Rome, Floyd County recieve more than $303,000 from opioid settlement, so far

Tuesday, June 20, 2023–11:18 a.m.

-Rome News-Tribune (From KFF Health News Reports)-

More than $2 million has gone to Northwest Georgia cities and counties that signed opioid lawsuit settlement agreements with the state, so far.

Thousands of local governments nationwide are receiving settlement money from companies that made, sold, or distributed opioid painkillers, like Johnson & Johnson, AmerisourceBergen, and Walmart.

The companies are shelling out more than $50 billion total in settlements from national lawsuits. But finding out the precise amount each city or county is receiving has been nearly impossible because the firm administering the settlement hasn’t made the information public.

Until now.

After more than a month of communications with state attorneys general, private lawyers working on the settlement, and the settlement administrators, KFF Health News has obtained documents showing the exact dollar amounts — down to the cent — that local governments were allocated for 2022 and 2023. More than 200 spreadsheets detail the amounts paid by four of the companies involved in national settlements.

Rome and Floyd County are sharing in just under half a million dollars, based on the formula spelled out in the memorandum of understanding with the state of Georgia.

Rome’s payments — including one due this month — total $114,345. Floyd County’s total $303,972, for combined figure of $418,317. The amount they’ll actually have to spend on addressing the local opioid pandemic will depend on attorney fees and other costs of the lawsuits.

Here’s what neighboring jurisdictions have been allocated through June:

♦ Chattooga County, $101,991.

♦ Polk County, $219,229.

♦ Gordon County, $128,362; city of Calhoun, $54,725.

♦ Bartow County, $336,494; city of Cartersville, $91,965.

♦ Walker County, $259,893.

♦ Catoosa County, $324,293; city of Ringgold, $18,005.

♦ Dade County, $55,320.

Several other opioid-related companies will start making payments later this year.

Access to “this information is revolutionary for people who care about how this money will be used,” said Dennis Cauchon, president of the nonprofit advocacy group Harm Reduction Ohio.

Some states, like North Carolina and Colorado, have posted their distribution specifics online. But in most other places, tracking payment amounts requires people to make phone calls, send emails, and file public records requests with every local government for which they want the information.

Cauchon has been seeking this information for his state since April 2022. “Opioid remediation work is done at the local level, at the individual level, and, now, for the first time, local people working on the issues will know how much money is available in their community.”

The national opioid settlements are the second-largest public health settlement of all time, following the tobacco master settlement of the 1990s. The money is meant as remediation for the way corporations aggressively promoted opioid painkillers, fueling an overdose crisis that has now largely transitioned to illicit drugs, like fentanyl. More than 105,000 Americans died of drug overdoses last year.

So far, state and local governments have received more than $3 billion combined, according to a national summary document created by BrownGreer, a settlement administration and litigation management firm that was court-appointed to handle the distribution of payments.

In each state, settlement funds are divided in varying percentages among state agencies, local governments, and, in some cases, councils that oversee opioid abatement trusts. In Georgia, the state got 75% and the local jurisdictions received 25%, distributed according to the MOU formula.

Payments began in 2022 and will continue through 2038, setting up what public health experts and advocates are calling an unprecedented opportunity to make progress against an epidemic that has ravaged America for three decades. KFF Health News is tracking how governments use — and misuse — this cash in a yearlong investigation.

KFF Health News, formerly known as Kaiser Health News, is a national newsroom that produces in-depth journalism about health issues and is one of the core operating programs at KFF — the independent source for health policy research, polling, and journalism.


> **PROBLEM DETAILS**
The lines from the one containing "At what (x,y)" to the end of the entries, both included, are what you need to transcribe exactly, without pictures and without anything else.

DATA below:

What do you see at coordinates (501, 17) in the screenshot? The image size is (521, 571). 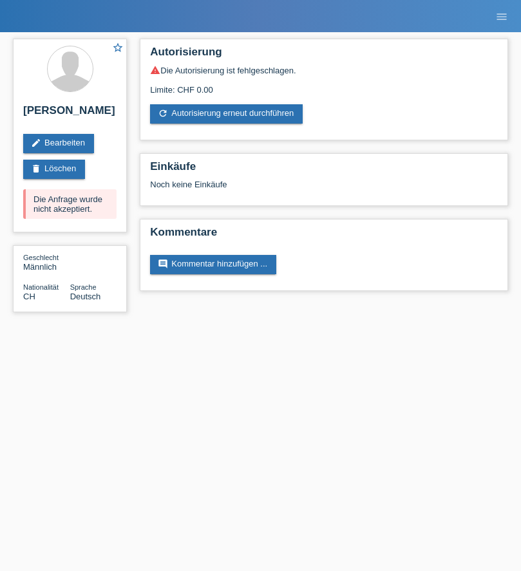 I see `i: menu` at bounding box center [501, 17].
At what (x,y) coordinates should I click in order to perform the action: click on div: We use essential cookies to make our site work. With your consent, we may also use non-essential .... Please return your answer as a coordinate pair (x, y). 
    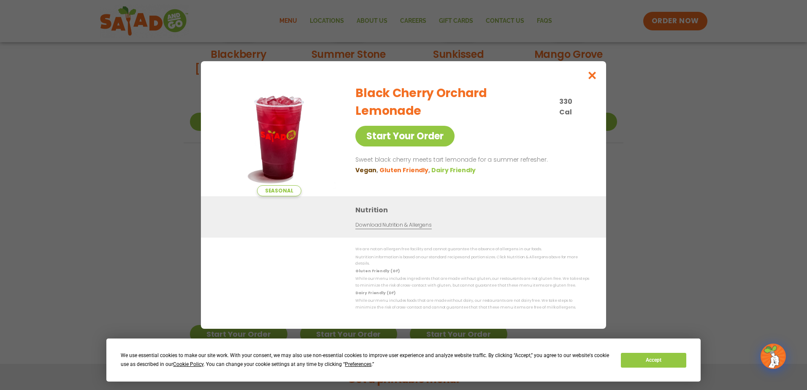
    Looking at the image, I should click on (365, 360).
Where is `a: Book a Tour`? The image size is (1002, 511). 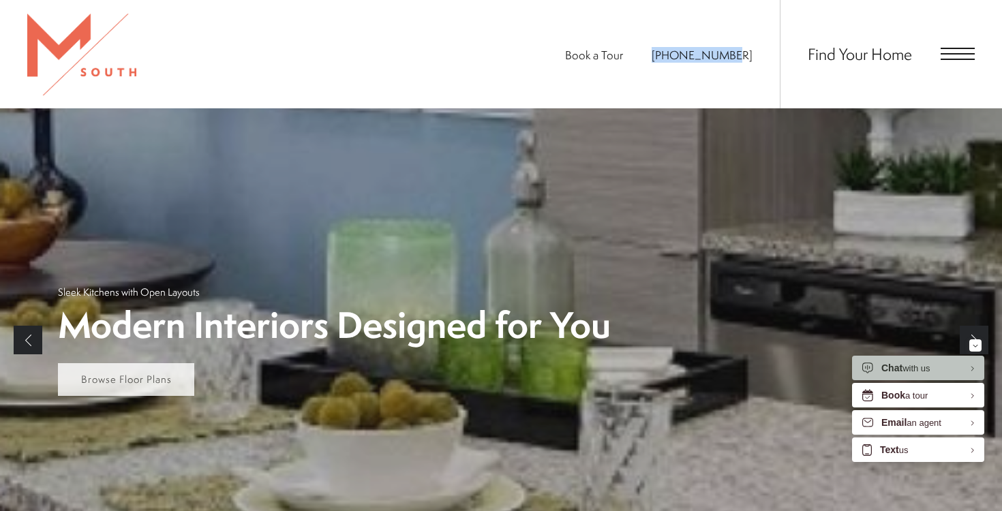
a: Book a Tour is located at coordinates (593, 55).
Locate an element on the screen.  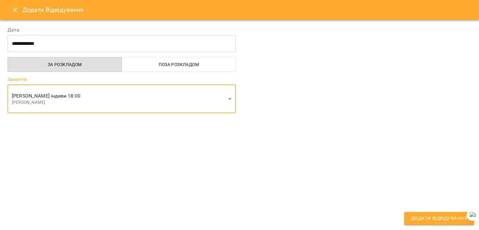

End of DATA.

> **YOUR SOLUTION**
At what (x,y) coordinates should I click in order to perform the action: click on div: We use essential cookies to make our site work. With your consent, we may also use non-essential .... Please return your answer as a coordinate pair (x, y). 
    Looking at the image, I should click on (365, 360).
Where is `a: Book a Tour`? The image size is (1002, 511). 
a: Book a Tour is located at coordinates (593, 55).
Locate an element on the screen.  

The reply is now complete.